Check out this 480 million-year-old conga line of arthropods


When I was little, my big brother would take me fossil-hunting on a quest for trilobites, marine arthropods that have been extinct for around 250 million years. Occasionally we'd find lone specimens but never a bunch of them in a conga line as seen above. Paleontologists at France's Université Claude Bernard Lyon 1 studied lines of nearly two dozen trilobytes from Moroccan fossil beds to gain insight into the origins of collective social behavior. From the New York Times:


These trilobites lived during the Great Ordovician Biodiversification Event, a period defined by a dramatic increase in the variety and complexity of marine life. It was the evolutionary sequel to the first major diversification event, the so-called Cambrian explosion, which established most animal groups in the fossil record some 541 million years ago.


Before the Cambrian, there is "no evidence for group behavior" in animals, (paleontologist Jean) Vannier said, because Precambrian life-forms lacked sophisticated nervous systems.


Ampyx trilobites, in contrast, had an anatomy that could have enabled chemical communication and sensory stimulation. Though they were visually blind, the trilobites had long spikes protruding from their rear ends. These appendages clearly overlap and link individuals in the fossilized chains, and perhaps allowed tactile or pheromone signals to be exchanged.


**Requirement:** Return the lines of the data below in which the string "dislocations" occurs.

(Extracts from a graphics dataset)
++++++++

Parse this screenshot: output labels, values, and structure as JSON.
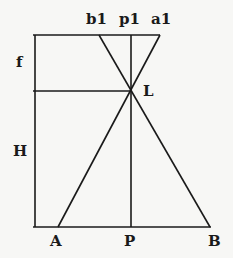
{
  "diagram": {
    "type": "geometric-construction",
    "line_color": "#1a1a1a",
    "background_color": "#f7f7f5",
    "labels": {
      "b1": "b1",
      "p1": "p1",
      "a1": "a1",
      "f": "f",
      "L": "L",
      "H": "H",
      "A": "A",
      "P": "P",
      "B": "B"
    },
    "points": {
      "b1": [
        99,
        35
      ],
      "p1": [
        131,
        35
      ],
      "a1": [
        160,
        35
      ],
      "L": [
        131,
        91
      ],
      "A": [
        58,
        227
      ],
      "P": [
        131,
        227
      ],
      "B": [
        210,
        227
      ]
    },
    "segments": [
      {
        "name": "top-line",
        "from": [
          33,
          35
        ],
        "to": [
          160,
          35
        ]
      },
      {
        "name": "focal-line",
        "from": [
          33,
          91
        ],
        "to": [
          131,
          91
        ]
      },
      {
        "name": "ground-line",
        "from": [
          33,
          227
        ],
        "to": [
          211,
          227
        ]
      },
      {
        "name": "left-vertical",
        "from": [
          35,
          35
        ],
        "to": [
          35,
          227
        ]
      },
      {
        "name": "center-vertical",
        "from": [
          131,
          35
        ],
        "to": [
          131,
          227
        ]
      },
      {
        "name": "ray-b1-B",
        "from": [
          99,
          35
        ],
        "to": [
          210,
          227
        ]
      },
      {
        "name": "ray-a1-A",
        "from": [
          160,
          35
        ],
        "to": [
          58,
          227
        ]
      }
    ]
  }
}
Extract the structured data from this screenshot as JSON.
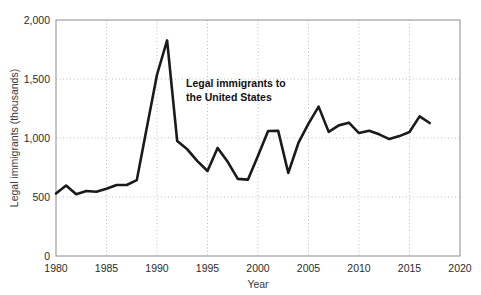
{
  "chart_data": {
    "type": "line",
    "title": "",
    "xlabel": "Year",
    "ylabel": "Legal immigrants (thousands)",
    "xlim": [
      1980,
      2020
    ],
    "ylim": [
      0,
      2000
    ],
    "xticks": [
      1980,
      1985,
      1990,
      1995,
      2000,
      2005,
      2010,
      2015,
      2020
    ],
    "xtick_labels": [
      "1980",
      "1985",
      "1990",
      "1995",
      "2000",
      "2005",
      "2010",
      "2015",
      "2020"
    ],
    "yticks": [
      0,
      500,
      1000,
      1500,
      2000
    ],
    "ytick_labels": [
      "0",
      "500",
      "1,000",
      "1,500",
      "2,000"
    ],
    "grid": "vertical-dotted-and-horizontal-dotted",
    "legend": "none",
    "annotations": [
      {
        "name": "series-annotation",
        "text_line1": "Legal immigrants to",
        "text_line2": "the United States",
        "x": 1994,
        "y": 1400
      }
    ],
    "series": [
      {
        "name": "Legal immigrants to the United States",
        "color": "#1a1a1a",
        "x": [
          1980,
          1981,
          1982,
          1983,
          1984,
          1985,
          1986,
          1987,
          1988,
          1989,
          1990,
          1991,
          1992,
          1993,
          1994,
          1995,
          1996,
          1997,
          1998,
          1999,
          2000,
          2001,
          2002,
          2003,
          2004,
          2005,
          2006,
          2007,
          2008,
          2009,
          2010,
          2011,
          2012,
          2013,
          2014,
          2015,
          2016,
          2017
        ],
        "values": [
          530,
          597,
          524,
          551,
          544,
          570,
          602,
          602,
          643,
          1091,
          1536,
          1827,
          974,
          904,
          804,
          720,
          916,
          798,
          654,
          647,
          850,
          1059,
          1060,
          704,
          958,
          1122,
          1266,
          1052,
          1107,
          1130,
          1042,
          1062,
          1031,
          991,
          1016,
          1051,
          1183,
          1127
        ]
      }
    ]
  }
}
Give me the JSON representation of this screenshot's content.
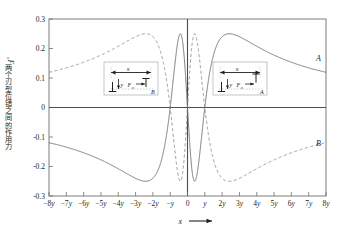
{
  "chart_data": {
    "type": "line",
    "title": "",
    "xlabel": "x",
    "ylabel": "两个刃型位错之间的作用力Fx",
    "xlim": [
      -8,
      8
    ],
    "ylim": [
      -0.3,
      0.3
    ],
    "grid": false,
    "legend_position": "inline-right-edge",
    "xticklabels": [
      "-8y",
      "-7y",
      "-6y",
      "-5y",
      "-4y",
      "-3y",
      "-2y",
      "-y",
      "0",
      "y",
      "2y",
      "3y",
      "4y",
      "5y",
      "6y",
      "7y",
      "8y"
    ],
    "xtickvalues": [
      -8,
      -7,
      -6,
      -5,
      -4,
      -3,
      -2,
      -1,
      0,
      1,
      2,
      3,
      4,
      5,
      6,
      7,
      8
    ],
    "yticklabels": [
      "0.3",
      "0.2",
      "0.1",
      "0",
      "-0.1",
      "-0.2",
      "-0.3"
    ],
    "ytickvalues": [
      0.3,
      0.2,
      0.1,
      0,
      -0.1,
      -0.2,
      -0.3
    ],
    "formula": "Fx = x(x^2 - y^2)/(x^2 + y^2)^2",
    "series": [
      {
        "name": "A",
        "label": "A",
        "style": "solid",
        "color": "#6e6e6e",
        "sign": 1,
        "label_x": 8.0,
        "label_y": 0.145,
        "annotation": "like-sign dislocations",
        "key_points": [
          {
            "x": -8,
            "y": -0.125
          },
          {
            "x": -6,
            "y": -0.166
          },
          {
            "x": -4,
            "y": -0.235
          },
          {
            "x": -2.55,
            "y": -0.25
          },
          {
            "x": -2,
            "y": -0.24
          },
          {
            "x": -1,
            "y": 0.0
          },
          {
            "x": -0.55,
            "y": 0.24
          },
          {
            "x": -0.41,
            "y": 0.25
          },
          {
            "x": 0,
            "y": 0.0
          },
          {
            "x": 0.41,
            "y": -0.25
          },
          {
            "x": 0.55,
            "y": -0.24
          },
          {
            "x": 1,
            "y": 0.0
          },
          {
            "x": 2,
            "y": 0.24
          },
          {
            "x": 2.55,
            "y": 0.25
          },
          {
            "x": 4,
            "y": 0.235
          },
          {
            "x": 6,
            "y": 0.166
          },
          {
            "x": 8,
            "y": 0.125
          }
        ]
      },
      {
        "name": "B",
        "label": "B",
        "style": "dashed",
        "color": "#8f8f8f",
        "sign": -1,
        "label_x": 8.0,
        "label_y": -0.145,
        "annotation": "opposite-sign dislocations",
        "key_points": [
          {
            "x": -8,
            "y": 0.125
          },
          {
            "x": -6,
            "y": 0.166
          },
          {
            "x": -4,
            "y": 0.235
          },
          {
            "x": -2.55,
            "y": 0.25
          },
          {
            "x": -2,
            "y": 0.24
          },
          {
            "x": -1,
            "y": 0.0
          },
          {
            "x": -0.41,
            "y": -0.25
          },
          {
            "x": 0,
            "y": 0.0
          },
          {
            "x": 0.41,
            "y": 0.25
          },
          {
            "x": 1,
            "y": 0.0
          },
          {
            "x": 2,
            "y": -0.24
          },
          {
            "x": 2.55,
            "y": -0.25
          },
          {
            "x": 4,
            "y": -0.235
          },
          {
            "x": 6,
            "y": -0.166
          },
          {
            "x": 8,
            "y": -0.125
          }
        ]
      }
    ]
  },
  "axes": {
    "x_axis_title": "x",
    "x_axis_arrow": "⟶",
    "y_axis_title_cn": "两个刃型位错之间的作用力",
    "y_axis_title_sym": "F",
    "y_axis_title_sub": "x"
  },
  "insets": {
    "left": {
      "name": "inset-diagram-b",
      "dim_label": "x",
      "y_label": "y",
      "force_label": "F",
      "force_sub": "x",
      "curve_label": "B",
      "top_symbol": "⊥",
      "bottom_symbol": "⊥"
    },
    "right": {
      "name": "inset-diagram-a",
      "dim_label": "x",
      "y_label": "y",
      "force_label": "F",
      "force_sub": "x",
      "curve_label": "A",
      "top_symbol": "⊥",
      "bottom_symbol": "⊥"
    }
  },
  "style": {
    "frame_color": "#6e6e6e",
    "solid_curve_color": "#6e6e6e",
    "dashed_curve_color": "#8f8f8f",
    "axis_color": "#4d4d4d",
    "background": "#ffffff",
    "text_color": "#231f20"
  }
}
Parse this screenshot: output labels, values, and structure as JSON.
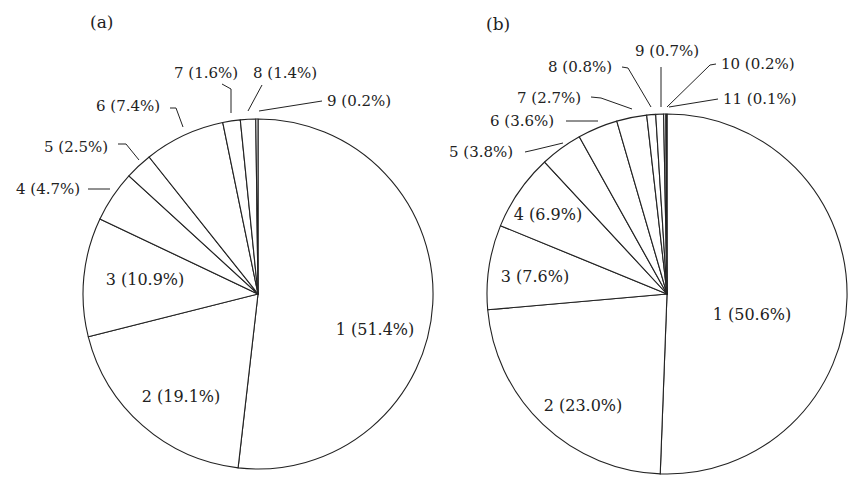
{
  "chart_data": [
    {
      "type": "pie",
      "panel_label": "(a)",
      "title": "",
      "start_angle": "12 o'clock",
      "direction": "clockwise",
      "slices": [
        {
          "label": "1 (51.4%)",
          "category": "1",
          "value": 51.4
        },
        {
          "label": "2 (19.1%)",
          "category": "2",
          "value": 19.1
        },
        {
          "label": "3 (10.9%)",
          "category": "3",
          "value": 10.9
        },
        {
          "label": "4 (4.7%)",
          "category": "4",
          "value": 4.7
        },
        {
          "label": "5 (2.5%)",
          "category": "5",
          "value": 2.5
        },
        {
          "label": "6 (7.4%)",
          "category": "6",
          "value": 7.4
        },
        {
          "label": "7 (1.6%)",
          "category": "7",
          "value": 1.6
        },
        {
          "label": "8 (1.4%)",
          "category": "8",
          "value": 1.4
        },
        {
          "label": "9 (0.2%)",
          "category": "9",
          "value": 0.2
        }
      ],
      "categories": [
        "1",
        "2",
        "3",
        "4",
        "5",
        "6",
        "7",
        "8",
        "9"
      ],
      "values": [
        51.4,
        19.1,
        10.9,
        4.7,
        2.5,
        7.4,
        1.6,
        1.4,
        0.2
      ],
      "fill": "#ffffff",
      "stroke": "#222222"
    },
    {
      "type": "pie",
      "panel_label": "(b)",
      "title": "",
      "start_angle": "12 o'clock",
      "direction": "clockwise",
      "slices": [
        {
          "label": "1 (50.6%)",
          "category": "1",
          "value": 50.6
        },
        {
          "label": "2 (23.0%)",
          "category": "2",
          "value": 23.0
        },
        {
          "label": "3 (7.6%)",
          "category": "3",
          "value": 7.6
        },
        {
          "label": "4 (6.9%)",
          "category": "4",
          "value": 6.9
        },
        {
          "label": "5 (3.8%)",
          "category": "5",
          "value": 3.8
        },
        {
          "label": "6 (3.6%)",
          "category": "6",
          "value": 3.6
        },
        {
          "label": "7 (2.7%)",
          "category": "7",
          "value": 2.7
        },
        {
          "label": "8 (0.8%)",
          "category": "8",
          "value": 0.8
        },
        {
          "label": "9 (0.7%)",
          "category": "9",
          "value": 0.7
        },
        {
          "label": "10 (0.2%)",
          "category": "10",
          "value": 0.2
        },
        {
          "label": "11 (0.1%)",
          "category": "11",
          "value": 0.1
        }
      ],
      "categories": [
        "1",
        "2",
        "3",
        "4",
        "5",
        "6",
        "7",
        "8",
        "9",
        "10",
        "11"
      ],
      "values": [
        50.6,
        23.0,
        7.6,
        6.9,
        3.8,
        3.6,
        2.7,
        0.8,
        0.7,
        0.2,
        0.1
      ],
      "fill": "#ffffff",
      "stroke": "#222222"
    }
  ]
}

++++++++

**Exercise result:**
        "annotation": "like-sign dislocations",
        "annotation": "opposite-sign dislocations",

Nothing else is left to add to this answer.